The physical toll on high school athletes is just as severe as it is for college players. According to a study by the National Federation of State High School Associations (NFHS), there are approximately 1.1 million high school football players in the U.S., and every year, an estimated 300,000 sports-related concussions occur among high school athletes. The risk of serious, long-term injury is real, yet these players receive no compensation for putting their bodies on the line.

Consider this: the National Collegiate Athletic Association (NCAA) has been pressured to provide financial assistance for athletes suffering from chronic traumatic encephalopathy (CTE), a brain disease caused by repeated head trauma. If college athletes deserve compensation for these risks, shouldn’t high school athletes who are just as vulnerable also receive financial protection?

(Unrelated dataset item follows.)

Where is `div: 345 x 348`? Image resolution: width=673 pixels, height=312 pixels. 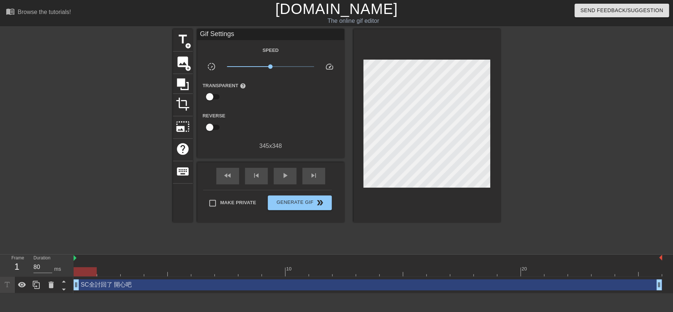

Some may argue that high school sports do not generate as much money as college athletics. While it is true that high schools do not have billion-dollar TV contracts like the NCAA, local revenue generation is still significant. The Texas University Interscholastic League (UIL) collects millions of dollars in revenue from the state football championships, including ticket sales, sponsorships, and broadcasting rights. ESPN, Fox Sports, and other major networks regularly feature high school games, and Nike and Adidas have begun sponsoring elite high school programs.

In 2021, Alabama’s Hoover High School reported earning over $2 million annually from its football program. Southlake Carroll High School in Texas made nearly $1.5 million in a single season from ticket sales, donations, and sponsorships. The bottom line? High school football is not just a game it is a business. And in any other business, the labor force gets paid.

The NCAA’s decision to allow Name, Image, and Likeness (NIL) deals for college athletes has already set a precedent. High school athletes in several states including Texas, California, and Florida are now allowed to profit from their NIL rights. Players like Jaden Rashada, a high school quarterback in California, reportedly signed a $9.5 million NIL deal before ever playing a college snap. This demonstrates that high school athletes do, in fact, have market value.

But what about the majority of players who will never receive NIL deals? They are still sacrificing their time, bodies, and educational opportunities for the sport. If coaches, administrators, and organizations profit from their efforts, then why should the athletes themselves be excluded? A stipend, medical coverage, or even a trust fund for players who complete their high school careers would be a step in the right direction.

Critics argue that paying high school athletes could open the door to corruption, recruiting scandals, and financial mismanagement. However, these problems already exist in amateur sports. Boosters have been caught illegally paying recruits for decades, and schools have been sanctioned for bending the rules to secure top talent. If anything, formalizing a compensation structure would bring transparency to a system that already operates in the shadows.

Others worry about the financial burden on school districts. However, if schools can afford multi-million-dollar stadiums and six-figure coaching salaries, then they can find ways to fairly compensate athletes. The money is already there but the question is who gets to benefit from it.

The reality is that high school football is more than just a game. It is an industry, one that generates millions of dollars while placing tremendous physical and mental demands on young athletes. If we accept the argument that college athletes should be paid because of the revenue they generate, then we must apply that same logic to high school athletes.

High school athletes do more than just entertain. They fill stadiums, drive merchandise sales, and fuel an economy that benefits everyone except them. It is time to acknowledge their worth and compensate them accordingly. Whether through stipends, medical coverage, or NIL opportunities, high school athletes deserve to see a share of the wealth they help create. Otherwise, we continue to exploit their labor under the guise of “amateurism.” The system is broken, and until high school athletes get a piece of the pie, it will remain unfairly rigged against them.

 Disclaimer: This article was assisted by ChatGPT.